GoggleWorks has had the pleasure to host three Kutztown University seniors during their final semester of school. The purpose of the residency was to take them beyond their university classrooms to experience other spaces and studios to expand their practice and evolve their art. This exhibiting exhibition is a culmination of all of their hard work over the last three months.

Through a process of replication and manipulation, my work provides me an outlet to decipher the body and grasp identity. Utilizing materials that inherently fill, cover or merge with a subject, I am able to reproduce fragments of my own person that then become specimens to examine and dissect. Metal, wood, and other structural materials become the skeleton of the inorganic versions of myself. Silicone, textiles, and photography form the external body. Further exploration of these forms through photography and digital manipulation allows me additional capacity to interrogate the figure. Through this interrogation, I aim to discover more about being trapped in my own body. I can then analyze this reality as both a universal human experience and a personal experience. Photographic and sculptural elements meld to become a new homogenous being. These beings are finished but still maintain a sense of rawness, allowing the ordeal and strain of having a body to transcend from an inorganic form. This culminates in a vulnerability through channeling my own trauma into a physical object.
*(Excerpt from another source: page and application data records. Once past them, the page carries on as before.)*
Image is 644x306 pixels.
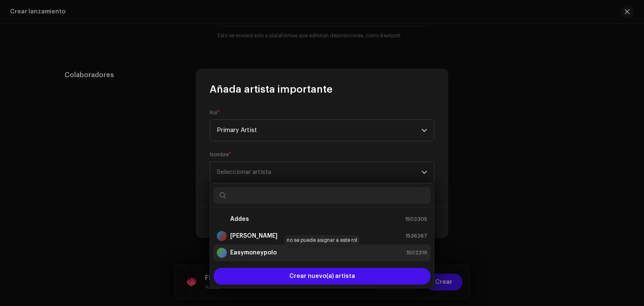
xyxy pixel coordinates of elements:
div: dropdown trigger [421,120,427,141]
ul: Option List [210,207,434,265]
span: 1502305 [405,215,427,224]
img: 077bb038-18a4-41e4-849c-7174add718bb [216,215,227,225]
strong: Easymoneypolo [230,249,277,257]
li: Addes [213,211,430,228]
strong: Addes [230,215,249,224]
span: Añada artista importante [210,83,332,96]
span: Primary Artist [216,120,421,141]
span: Seleccionar artista [216,162,421,183]
strong: [PERSON_NAME] [230,232,277,240]
li: Alvear [213,228,430,244]
label: Rol [210,109,220,116]
label: Nombre [210,152,232,158]
li: Easymoneypolo [213,244,430,262]
span: Seleccionar artista [216,169,271,176]
div: dropdown trigger [421,162,427,183]
span: 1536267 [405,232,427,240]
span: 1502319 [406,249,427,257]
span: Crear nuevo(a) artista [289,268,355,285]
Through showing the material evidence of creation I create a tribute to my body that my viewer can translate into their own experiences.

Capturing the natural world within a photograph allows me to recontextualize and present forms of nature in unexpected ways. Searching for commonalities between nature and the body, my work attempts to bridge the space between the outside world and the human experience. I aim to photograph the natural world in a context that allows my work to represent nature as portraiture as opposed to traditional landscapes. My work utilizes black and white images along with techniques which incorporate visual and physical layers such as collages, books, and double exposures to reframe a familiar encounter. My use of individually crafted handmade books creates a more personalized experience for the viewer, allowing them to closely look at and interact with the photographs. Through the experience of handling a uniquely made object, the viewer is able to observe themself in a material object creating a sort of connection between viewer and art. This connection allows for sympathy to grow within the viewer, driving home the idea of my art which is to compare nature to the human experience.

Self portraiture, in a variety of forms, has been the driving force behind my work. I create these in an effort to understand my connection to my physical form as an extension of who I am, while attempting to question the limitations and definitions of self portraiture. While some are representations of self, others act as characterizations, the line between the two often blurring for both myself and the viewer. These works mainly exist in black and white or limited color to reveal the transformations and distortions that light and shadow impart on the body. The imagery seeks to explore my relationship to light, my relationship to my body, and, in turn, their relation to each other. Light is both important to my work in concept and imagery as well as in process, as methods like film and cyanotype require it in their creation. Photography has a distinctual ability to depict the subtleties of light, shadow, and form, and thus, the work reflects how each affects and changes the interpretation of the human body. I aim to discover if a suggestion or characterization of the body can be as much a representation of self as one’s immediately recognizable physical form.